Take the Lakers’ Christmas night loss to Brooklyn in which Westbrook missed a barrage of layups but still registered a triple-double. The way he attacked the glass for the Lakers, a dreadful rebounding team, keyed their rallies. He’s always kept an eye on the rim, meaning he’d sometimes lose his defensive assignment, like he did with the Nets’ Patty Mills on a critical late-game 3pointer.

Westbrook also continued to get into the paint and challenge the Nets at the rim, 100 percent what the Lakers want, per David Fizdale, the assistant running the team while coach Frank Vogel is in COVID-19 protocols. Yet on a late dunk that Westbrook missed, cameras caught James in the corner of the court, hands in the air, calling for the ball.

“There will be nights when you don’t make shots,” Westbrook said Monday. “But for me, my game is not predicated on if I miss and make shots. I do other things that impact winning, that impact the game on nights when I don’t make shots.”

The Lakers aren’t winning lately. Even when they have, they’ve hardly been impressive.

Westbrook, who says he doesn’t pay attention to outside noise but acknowledg­es using criticism for motivation, has to be keenly aware of the scrutiny — he’s the easiest target to blame with Anthony Davis hurt and Vogel out.

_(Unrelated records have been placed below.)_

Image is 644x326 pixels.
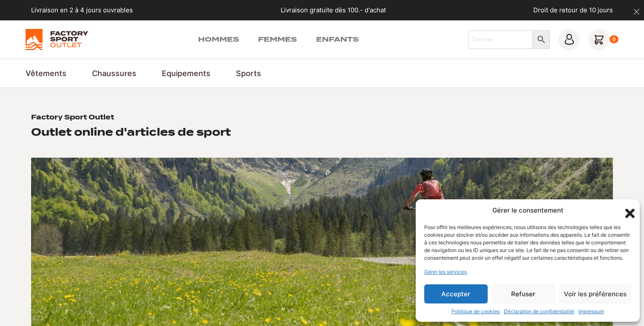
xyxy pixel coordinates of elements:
[26,29,88,50] img: Factory Sport Outlet
[424,224,630,262] div: Pour offrir les meilleures expériences, nous utilisons des technologies telles que les cookies po...
[609,35,618,44] div: 0
[492,285,555,304] button: Refuser
[559,285,631,304] button: Voir les préférences
[280,5,386,16] p: Livraison gratuite dès 100.- d'achat
[578,308,604,316] a: Impressum
[236,68,261,79] a: Sports
[424,269,467,276] a: Gérer les services
[26,68,66,79] a: Vêtements
[492,206,563,216] div: Gérer le consentement
[162,68,211,79] a: Equipements
[258,34,297,45] a: Femmes
[622,206,631,215] div: Fermer la boîte de dialogue
[504,308,574,316] a: Déclaration de confidentialité
[31,114,114,122] h1: Factory Sport Outlet
[469,30,533,49] input: Chercher
[424,285,488,304] button: Accepter
[629,4,644,19] button: dismiss
[198,34,239,45] a: Hommes
[92,68,136,79] a: Chaussures
[31,5,133,16] p: Livraison en 2 à 4 jours ouvrables
[452,308,500,316] a: Politique de cookies
[316,34,359,45] a: Enfants
[31,126,231,139] h2: Outlet online d'articles de sport
[533,5,613,16] p: Droit de retour de 10 jours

Westbrook defended his play on Monday, saying he’s been “fine” despite not living up to the standards he’s set for himself. This season he’s one of only four players in the NBA to average at least 19 points, eight assists and seven rebounds. Of the four — James Harden, LaMelo Ball and Luka Doncic are the others — Westbrook has the highest field goal percentage.

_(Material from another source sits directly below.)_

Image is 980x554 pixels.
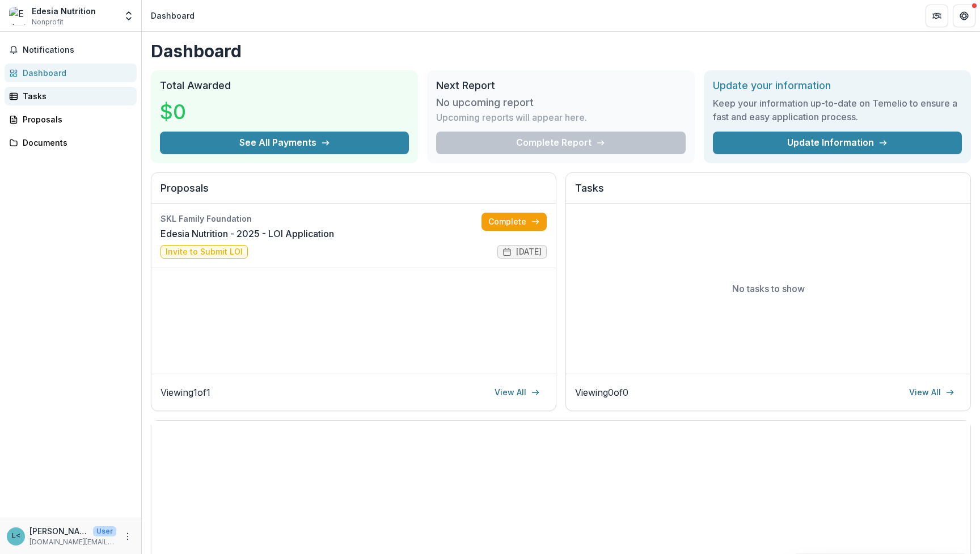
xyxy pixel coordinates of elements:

But he’s turning the ball over a lot — 4.6 per game — and his free-throw problems (65.6 percent) have continued as part of a bizarre nosedive at the line, where his career average is 78.6 percent.

Yet most of his shooting splits are either at or above his career averages, including a terrific 47.6 percent on corner 3s, a valuable portion of the court critical to spacing the floor. Add in that Westbrook is a notorious slow starter, and there’s reason to expect some uptick in the coming months.

It’s a confusing picture, his numbers suggesting that he’s playing well, but the team not looking anywhere near a contender on the court.

“None of it is for him to figure out alone,” Fizdale said. “We don’t want to leave him any kind of island to figure out anything by himself. What we are encouragin­g him to do is what he said, he’s got to be himself. And within that framework, good things will come out of it.”

There is one factor, though, that is out of Westbrook’s control, and that’s his salary. He can’t escape from the depth the Lakers sacrificed to trade for him and the salary-cap problems his presence alongside two other maximum-contract players causes, particular­ly for a team that didn’t want to go deep into the tax to keep a valuable role player like Alex Caruso.

Within those circumstan­ces, “fine” isn’t good enough from Westbrook — just like it won’t be from Davis and James. With the current roster constructi­on, it can’t be.

 ?? TONY GUTIERREZ AP ?? Russell Westbrook, surrounded by Mavericks, is putting up numbers comparable to his career averages, but the Lakers are under .500 and have lost five straight.
TONY GUTIERREZ AP Russell Westbrook, surrounded by Mavericks, is putting up numbers comparable to his career averages, but the Lakers are under .500 and have lost five straight.